Blogs for those without Internet Access

Colleagues,

Generally incarcerated people don't have live access to the Internet (including email). The only example I know of where they do is in a jail in Syracuse New York where inmates have supervised access to education-related web sites. What I just became aware of, however, is that through the Between the Bars project, http://betweenthebars.org/blogs/  people who are incarcerated, and without Internet access, can also blog.

This is achieved through hand-written or keyboard-written letters that are then posted by someone who ahs Internet access as graphic images on a blog page. Readers can also pen or type responses this way, and these are posted as replies. It's an amazingly simple and inclusive use of technology. Beyond that, it recognizes, perhaps even embraces, hand written forms of communication.
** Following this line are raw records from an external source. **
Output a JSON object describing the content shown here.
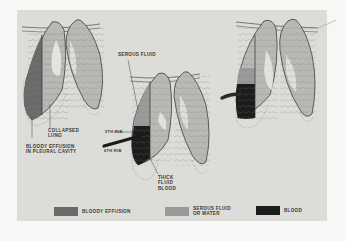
{
  "colors": {
    "background": "#f7f7f5",
    "panel": "#dcdcd8",
    "bloody_effusion": "#6a6a6a",
    "serous_fluid": "#9a9a9a",
    "blood": "#1c1c1c",
    "lung_tissue": "#b8b8b4",
    "outline": "#3c3c3c"
  },
  "labels": {
    "serous_fluid": "SEROUS FLUID",
    "collapsed_lung": "COLLAPSED\nLUNG",
    "bloody_effusion_pleural": "BLOODY EFFUSION\nIN PLEURAL CAVITY",
    "rib_5": "5th RIB",
    "rib_6": "6th RIB",
    "thick_fluid_blood": "THICK\nFLUID\nBLOOD"
  },
  "legend": [
    {
      "label": "BLOODY EFFUSION",
      "color": "#6a6a6a"
    },
    {
      "label": "SEROUS FLUID\nOR WATER",
      "color": "#9a9a9a"
    },
    {
      "label": "BLOOD",
      "color": "#1c1c1c"
    }
  ],
  "figures": [
    {
      "name": "bloody-effusion-collapsed-lung",
      "fill": "bloody_effusion"
    },
    {
      "name": "serous-fluid-over-thick-blood",
      "fill": "serous_and_blood"
    },
    {
      "name": "tube-drain-blood-and-serous",
      "fill": "serous_and_blood"
    }
  ]
}
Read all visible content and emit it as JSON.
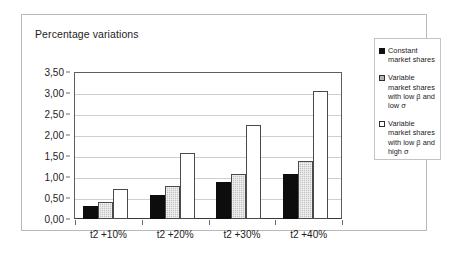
{
  "chart_data": {
    "type": "bar",
    "title": "Percentage variations",
    "xlabel": "",
    "ylabel": "",
    "ylim": [
      0,
      3.5
    ],
    "ytick_step": 0.5,
    "grid": true,
    "decimal_separator": ",",
    "legend_position": "right",
    "categories": [
      "t2 +10%",
      "t2 +20%",
      "t2 +30%",
      "t2 +40%"
    ],
    "ytick_labels": [
      "0,00",
      "0,50",
      "1,00",
      "1,50",
      "2,00",
      "2,50",
      "3,00",
      "3,50"
    ],
    "ytick_values": [
      0,
      0.5,
      1.0,
      1.5,
      2.0,
      2.5,
      3.0,
      3.5
    ],
    "series": [
      {
        "name": "Constant market shares",
        "color": "#0d0d0d",
        "fill": "solid-black",
        "values": [
          0.3,
          0.58,
          0.87,
          1.08
        ]
      },
      {
        "name": "Variable market shares with low β and low σ",
        "color": "#c2c2c2",
        "fill": "gray-dotted",
        "values": [
          0.4,
          0.78,
          1.08,
          1.37
        ]
      },
      {
        "name": "Variable market shares with low β and high σ",
        "color": "#ffffff",
        "fill": "white-hollow",
        "values": [
          0.72,
          1.57,
          2.25,
          3.05
        ]
      }
    ]
  },
  "legend": {
    "items": [
      {
        "label": "Constant market shares"
      },
      {
        "label": "Variable market shares with low β and low σ"
      },
      {
        "label": "Variable market shares with low β and high σ"
      }
    ]
  }
}
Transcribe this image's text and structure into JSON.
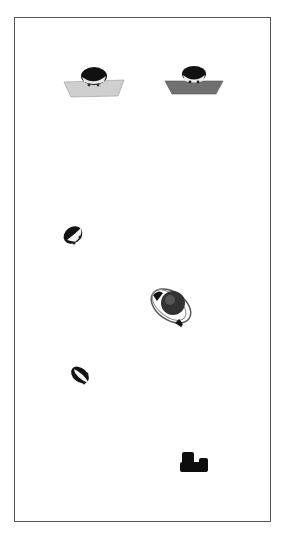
{
  "scene": {
    "description": "Top-down view of figures on a white field inside a framed area",
    "objects": [
      {
        "name": "person-at-desk-light",
        "icon": "person-desk-icon",
        "desk_color": "#c9c9c9"
      },
      {
        "name": "person-at-desk-dark",
        "icon": "person-desk-icon",
        "desk_color": "#6e6e6e"
      },
      {
        "name": "person-topdown-1",
        "icon": "person-head-icon"
      },
      {
        "name": "person-with-ring",
        "icon": "person-ring-icon"
      },
      {
        "name": "person-topdown-2",
        "icon": "person-head-icon"
      },
      {
        "name": "dark-object",
        "icon": "block-object-icon"
      }
    ]
  }
}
As I read these posts and replies, the personality of the writers came across through their handwriting, something that -- before typewriters and now computers changed most hand-written letters into email -- I used to enjoy.

If we want to promote reading and writing -- and include those who do not have easy access to computers, or who cannot type well -- perhaps a blog that mixes "fast and slow media" (as Eric Jacobson refers to this in his 2012 book Adult Basic Education in the Age of New Literacies) is a good solution.

Fast and slow media blogs may also be part of the solution for how to promote a culture of reading in countries where no learners have access to the Internet, but some teachers do and would be willing to scan and upload what students write to each other. 

Has anybody here used  Between the Bars or done something else with a mix of fast and slow media?